One of the cooks whom I chit chat with occasionally asked me that question:

"Are you American Indian?"

These questions can go anywhere and I was very apprehensive.

"Yes," I told her.

"And you work at the radio?" she asked

This didn't sound too bad.

"Yes," I said.

"Did you know a guy, musta been about five years ago, his name was Mo?"

"Mo Simmons?" I asked, rather surprised.

"Yes!" she said. "Mo, well, Michael, was my brother. Well, my foster brother."
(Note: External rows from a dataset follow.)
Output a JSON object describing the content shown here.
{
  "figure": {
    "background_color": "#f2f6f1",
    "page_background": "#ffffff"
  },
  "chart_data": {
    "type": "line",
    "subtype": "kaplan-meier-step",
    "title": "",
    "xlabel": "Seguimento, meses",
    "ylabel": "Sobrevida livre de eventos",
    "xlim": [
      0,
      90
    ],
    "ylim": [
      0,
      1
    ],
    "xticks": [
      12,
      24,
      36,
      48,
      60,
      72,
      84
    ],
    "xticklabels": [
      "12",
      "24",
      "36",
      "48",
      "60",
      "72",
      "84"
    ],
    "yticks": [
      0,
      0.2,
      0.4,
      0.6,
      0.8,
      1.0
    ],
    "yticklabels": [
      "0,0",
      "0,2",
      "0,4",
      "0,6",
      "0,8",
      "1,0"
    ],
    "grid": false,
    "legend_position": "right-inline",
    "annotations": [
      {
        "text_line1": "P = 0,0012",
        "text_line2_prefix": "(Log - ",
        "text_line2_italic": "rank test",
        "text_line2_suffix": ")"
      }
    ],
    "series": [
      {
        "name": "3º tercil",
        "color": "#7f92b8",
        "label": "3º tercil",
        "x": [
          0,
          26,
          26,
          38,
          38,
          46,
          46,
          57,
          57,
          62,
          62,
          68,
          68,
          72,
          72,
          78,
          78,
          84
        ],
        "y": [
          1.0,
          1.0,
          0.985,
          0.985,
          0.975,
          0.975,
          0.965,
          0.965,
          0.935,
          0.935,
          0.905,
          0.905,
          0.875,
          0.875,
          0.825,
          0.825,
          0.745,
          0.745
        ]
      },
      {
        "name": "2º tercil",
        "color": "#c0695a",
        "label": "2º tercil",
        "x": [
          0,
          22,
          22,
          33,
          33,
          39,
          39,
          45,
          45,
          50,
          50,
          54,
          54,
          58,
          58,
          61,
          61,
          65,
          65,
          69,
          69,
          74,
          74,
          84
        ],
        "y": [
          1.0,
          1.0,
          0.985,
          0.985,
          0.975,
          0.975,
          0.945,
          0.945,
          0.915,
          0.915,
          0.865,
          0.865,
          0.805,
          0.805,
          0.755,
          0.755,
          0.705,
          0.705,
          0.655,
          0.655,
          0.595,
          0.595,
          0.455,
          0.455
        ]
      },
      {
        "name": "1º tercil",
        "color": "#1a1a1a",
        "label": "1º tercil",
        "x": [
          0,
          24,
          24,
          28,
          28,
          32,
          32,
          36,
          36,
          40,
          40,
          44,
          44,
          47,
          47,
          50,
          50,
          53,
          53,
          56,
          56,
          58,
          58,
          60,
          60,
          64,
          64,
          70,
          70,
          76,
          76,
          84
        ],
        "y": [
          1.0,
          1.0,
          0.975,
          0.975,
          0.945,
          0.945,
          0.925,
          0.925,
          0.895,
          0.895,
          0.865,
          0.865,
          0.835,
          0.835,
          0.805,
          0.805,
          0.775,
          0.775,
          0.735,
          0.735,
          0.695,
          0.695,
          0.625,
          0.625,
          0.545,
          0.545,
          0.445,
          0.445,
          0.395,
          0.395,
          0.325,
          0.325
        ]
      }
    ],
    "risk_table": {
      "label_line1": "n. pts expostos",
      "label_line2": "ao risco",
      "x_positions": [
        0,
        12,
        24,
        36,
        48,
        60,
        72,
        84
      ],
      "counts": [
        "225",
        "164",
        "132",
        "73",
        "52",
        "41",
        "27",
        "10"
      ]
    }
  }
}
Mo, for those of you who don't know, was a homeless Grande Ronde poet who would come down to KBOO when Jim Craven was still co-host of "Mitakuye Oyasin" and read. Mo would read some of the most amazing and powerful poetry. He was, as I often told him, a god amongst men. One day, while walking through Colonel Summers Park (I hate that name), I saw Mo stumbling. His liver was swollen and he was walking ver slow. We talked for a bit and I knew it was too late, but I told him that thing I always told him when I saw him and he had been drinking. "Mo, please try to stop. We need you here, Brother." "I know," he would usually respond with his beautiful smile. And I remembered that smile as he joked with his siblings on his death bed in the hospital as they'd reminisce about their history. A history that had the darkness of genocide mixed in with it as they were all separated after that Genocidal General FUCK of an alleged president, Dwight D. Eisenhower, signed the termination of the Grand Ronde Nation in '56. 8 siblings, split up into several different chunks (or was that 12 siblings?), a father, a former tribal chairman, so depressed at the alleged completed genocide of his people by that piece of shit Ike. And there was Mo, joking (as best he could) and smiling and remembering events from his past with his siblings.

And Colleen must have been there and I must have met her, but I don't remember. She told me she was in the room when Mo took his last breath. There were tears almost forming in her eyes, and I knew I would cry sooner or later, but best not at work. She was at his funeral, too, and I must have seen or met her there as well, but again, don't remember.

She told me that she was going to try to find a picture of Mo, former God Amongst Men, and pass it on. I promised to renew my efforts to get copies of the Mo tapes from Jim and make her copies as well.

MO! I MISS YOU BROTHER! SEND REINFORCMENTS! MANY BLESSINGS TO YOU WHEREVER YOU ARE!